A convicted rapist has once again been jailed in Britain after he was found guilty of sending COVID pandemic payments to the Islamic State.
Tarek Namouz, 43, has once again been put behind bars after authorities found that he had sent over £11,000 (~$13,000) to the Islamic State in Iraq and Syria.
Some of the money sent by the Muslim extremist is believed to have originated from COVID relief funds provided to him by the British government over the period of lockdown, with the cash injections being aimed at keeping the rapist’s barber shop in west London open.
However, according to a report by The Telegraph, the funding instead appears to have gone to ISIS, with Namouz allegedly bragging to a fellow inmate in prison that he had sent at least £25,000 (~$30,000) to the Islamic State for the purpose of funding jihad.
Namouz — who had previously been jailed for raping a woman at a pub where he was the landlord — has now been convicted of eight counts of entering into a funding arrangement for terrorism between November 2020 and May 2021, as well as a further two counts of possessing terrorist information, which was in relation to extremist ISIS videos found on his phone.
The man was subsequently handed a 12-years isentence during a hearing on Thursday, with the rapist reportedly screaming at police as he was led away.
“May Allah destroy you,” The Telegraph describes him as shouting.
“We will meet on judgment day.

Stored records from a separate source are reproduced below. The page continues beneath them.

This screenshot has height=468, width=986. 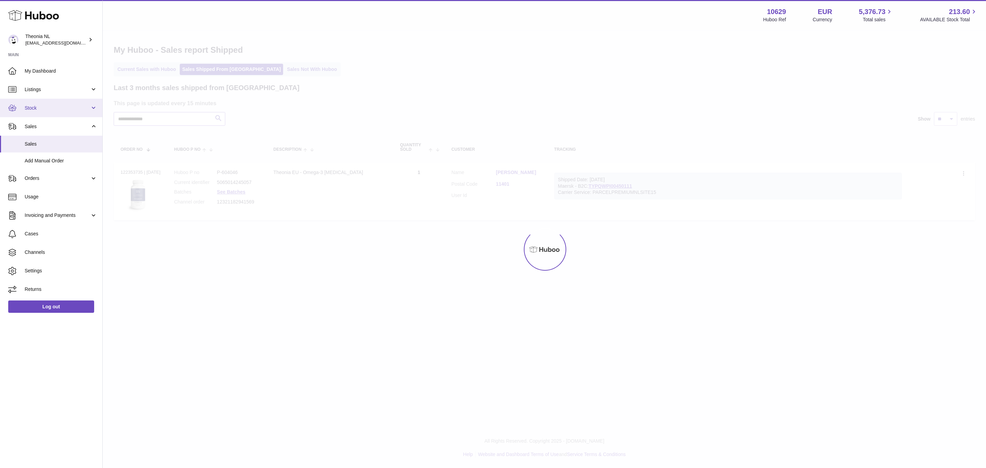 I want to click on a: Log out, so click(x=51, y=306).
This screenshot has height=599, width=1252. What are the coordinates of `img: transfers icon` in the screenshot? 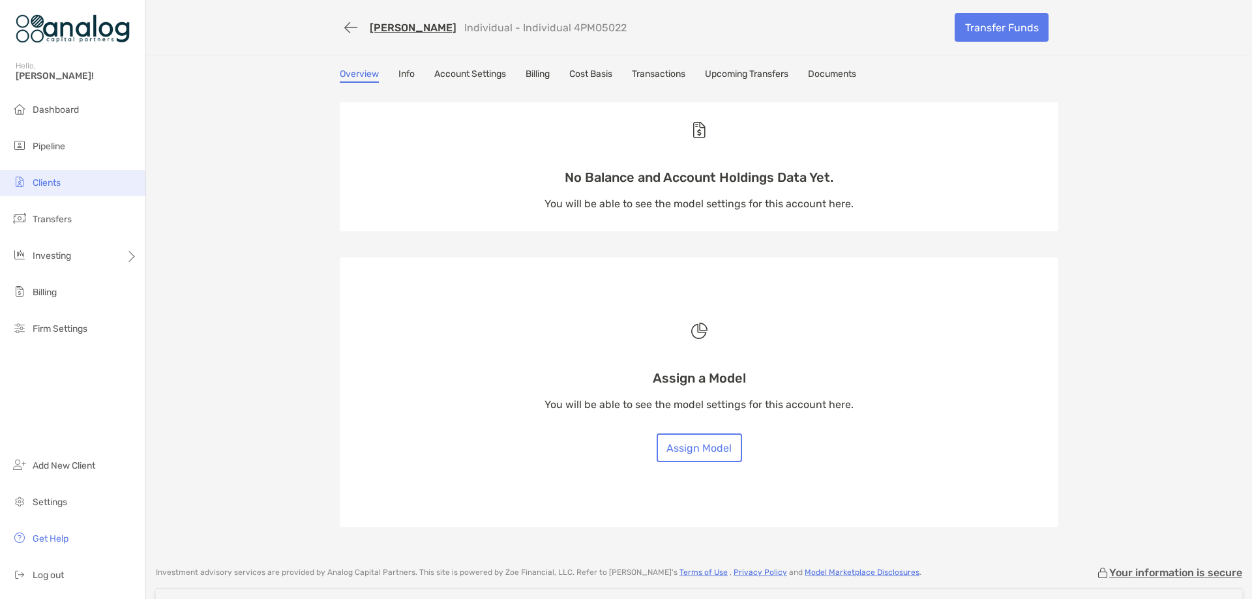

You’re a kafir [non-believer] and you will end up in Hell.”
The story of an ISIS sympathiser sending COVID funds abroad to support the efforts of terrorism has garnered the attention of media in the United Kingdom, with various outlets running stories covering how the British government became an unwitting party in the funding of Islamic extremism.
However, while the incident has no doubt resulted in a bad PR day for the Treasury, as well as the country’s security services, history has indicated that the European continent as a whole has long had problems with state welfare being funnelled into extremist programmes.
According to a report by USA Today, Denmark, Sweden, Belgium, France, and Britain, among others, have all seen welfare funding end up in the hands of ISIS.
Denmark saw a total of $100,000 being handed to men who ended up fleeing to fight in Syria, for example.
“It is a huge scandal that we disburse money from the welfare fund in Denmark for people who go to Syria,” the country’s then-Labour Minister, Troels Lund Poulsen, remarked at the time.
“Staying in a war zone and directly or indirectly taking part in military operations is not something that is in any way compatible with receiving disability benefits.”
Despite such a strong statement, things do not appear to have gotten much better overall since then, with one expert warning late last year that the European Union, in particular, has lost its focus when it comes to tackling the financing of terrorism.
Tom Keatinge, a founding director of the Center for Financial Crime and Security Studies at the Royal United Services Institute (RUSI), warned in POLITICO that efforts to cut off terror financing within the bloc had dropped off substantially.
Keatinge warned that many groups within the Union are now more concerned with meeting the technical requirements set out by EU laws as opposed to actually working to eradicate the misuse of funds, leaving the EU open to seeing funds potentially mismanaged.